Saturday, 3 August 2013

Strange Bedfellows


In Poul Anderson's "Strange Bedfellows," (Conquests, London, 1981) when the Moon has been fully terraformed:

its rich mineral resources will be exploited;
there will be adequate affordable housing;
one quarter of the surface will be reserved for recreation;
there will be a lot of woods and meadows.

Assuming also easy Earth-Moon travel, this sounds utopian.

Unfortunately, as in Anderson's novels Shield and Harvest Of Stars, a lot of the text is taken up with the hero evading his enemies:

the anti-Lunar conspirators kidnap the terraformer, Sevigny;
he escapes and calls the police;
the police involve the Feds who are controlled by the anti-Lunar conspirators;
Sevigny escapes and appeals to the local Martian consul who is also an anti-Lunar conspirator;
Sevigny escapes...

Eventually, he manages to contact people he can trust to counteract the conspirators.
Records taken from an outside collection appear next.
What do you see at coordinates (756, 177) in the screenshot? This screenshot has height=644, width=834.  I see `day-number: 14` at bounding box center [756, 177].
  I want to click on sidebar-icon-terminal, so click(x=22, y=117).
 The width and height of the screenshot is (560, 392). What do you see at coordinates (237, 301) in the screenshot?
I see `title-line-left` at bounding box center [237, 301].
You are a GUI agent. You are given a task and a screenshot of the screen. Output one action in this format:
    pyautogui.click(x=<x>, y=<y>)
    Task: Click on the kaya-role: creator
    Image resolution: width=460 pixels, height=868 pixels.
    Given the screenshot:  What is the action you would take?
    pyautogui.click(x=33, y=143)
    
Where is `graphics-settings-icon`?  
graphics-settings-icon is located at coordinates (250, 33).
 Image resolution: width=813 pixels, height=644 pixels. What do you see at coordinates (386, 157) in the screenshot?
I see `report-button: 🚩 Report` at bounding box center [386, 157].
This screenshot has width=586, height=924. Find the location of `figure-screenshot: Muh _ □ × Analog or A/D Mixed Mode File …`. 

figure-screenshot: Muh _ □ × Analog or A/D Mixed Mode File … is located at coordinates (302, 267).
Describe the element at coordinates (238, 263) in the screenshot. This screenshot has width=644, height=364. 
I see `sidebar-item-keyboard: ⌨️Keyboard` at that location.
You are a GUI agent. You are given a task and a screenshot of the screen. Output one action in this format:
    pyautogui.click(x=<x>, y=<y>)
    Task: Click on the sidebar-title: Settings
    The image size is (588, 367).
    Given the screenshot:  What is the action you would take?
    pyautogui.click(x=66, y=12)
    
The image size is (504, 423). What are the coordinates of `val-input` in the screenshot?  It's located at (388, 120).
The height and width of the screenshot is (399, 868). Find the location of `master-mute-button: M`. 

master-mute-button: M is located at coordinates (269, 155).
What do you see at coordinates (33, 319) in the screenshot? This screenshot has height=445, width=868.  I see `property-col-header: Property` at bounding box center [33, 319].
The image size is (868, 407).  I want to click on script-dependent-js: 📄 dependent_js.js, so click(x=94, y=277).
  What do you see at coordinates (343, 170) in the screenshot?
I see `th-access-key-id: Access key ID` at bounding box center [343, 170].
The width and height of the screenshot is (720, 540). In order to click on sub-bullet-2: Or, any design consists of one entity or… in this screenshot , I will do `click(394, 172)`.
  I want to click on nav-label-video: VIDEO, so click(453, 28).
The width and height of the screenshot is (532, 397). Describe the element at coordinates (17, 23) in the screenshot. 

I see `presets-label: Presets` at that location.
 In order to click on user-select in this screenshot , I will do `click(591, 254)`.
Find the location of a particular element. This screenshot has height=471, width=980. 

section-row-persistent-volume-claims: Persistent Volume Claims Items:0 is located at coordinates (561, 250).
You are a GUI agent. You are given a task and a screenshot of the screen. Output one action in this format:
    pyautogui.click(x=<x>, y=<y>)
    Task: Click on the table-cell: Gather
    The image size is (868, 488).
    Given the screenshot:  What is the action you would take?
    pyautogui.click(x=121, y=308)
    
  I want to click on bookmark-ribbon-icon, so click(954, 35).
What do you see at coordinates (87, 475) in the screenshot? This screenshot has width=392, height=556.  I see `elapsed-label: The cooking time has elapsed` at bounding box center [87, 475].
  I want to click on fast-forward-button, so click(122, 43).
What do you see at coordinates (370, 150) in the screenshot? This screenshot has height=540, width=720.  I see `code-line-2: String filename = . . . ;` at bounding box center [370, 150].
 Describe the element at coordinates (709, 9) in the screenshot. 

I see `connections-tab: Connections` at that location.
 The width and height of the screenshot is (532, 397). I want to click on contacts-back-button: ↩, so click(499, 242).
The "strange bedfellows" of the title must be the disparate coalition of conspirators:

Conservationists who want reclamation of terrestrial deserts, not of the Moon;
corporations wanting contracts for Earthside reclamation;
religious fanatics who regard changes to the Moon as defilement of God's handiwork;
a Secretary of Resources who wants funds spent at home to increase his bureaucracy;
even a Martian society that wants Luna as a new Mars rather than a new Earth.

However, I think that this story neither fits in with the war theme of the Conquests collection nor fulfills Anderson's introduction to it:

"Our descendants may yet create a society more sane than any which has gone before. But will this keep them from insanities of their own?" (p. 187)

There are insanities in the story but not yet, as far as I can see, any society saner than our own.

3 comments:

Sean M. Brooks said...

Hi, Paul!

I don't think it's "unfortunate" that much of "Strange Bedfellows" and novels like SHIELD is taken up by action adventure derring do. It's my view that Anderson was able to balance action adventure alongside discussion of ideas in more or less the right proportions in his works.

I think one reason I got tired of Asimov's fiction was because of how they were so largely dialogues between his characters and very little action. It led to him seeming to be too flat, colorless, and monodimensional.

And I argue that "Strange Bedfellows" does fit in with the theme of war and conflict uniting the stories in SEVEN CONQUESTS. The conflict is between those who wanted to terraform the Moon and those who did not. War and conflict does not have to always take overtly military forms.

And one advantage, of course, of planting large forests on a terraformed Moon would be how the oxygen trees give off would help thicken and prolong the atmosphere. Hmmm, given the low Lunar gravity, we might well see trees like maples, oaks, beeches, pines, etc., growing very tall!

Sean

Paul Shackley said...

Sean,
Yes. I would like to read a novel set on a terraformed Luna.
Paul.

Sean M. Brooks said...

Hi, Paul!

I agree, that would be fascinating, a novel set on a terraformed Moon. Closest I know of such a thing being the opening chapter of SATAN'S WORLD. I think at least parts of the Moon were terraformed in the Technic History timeline.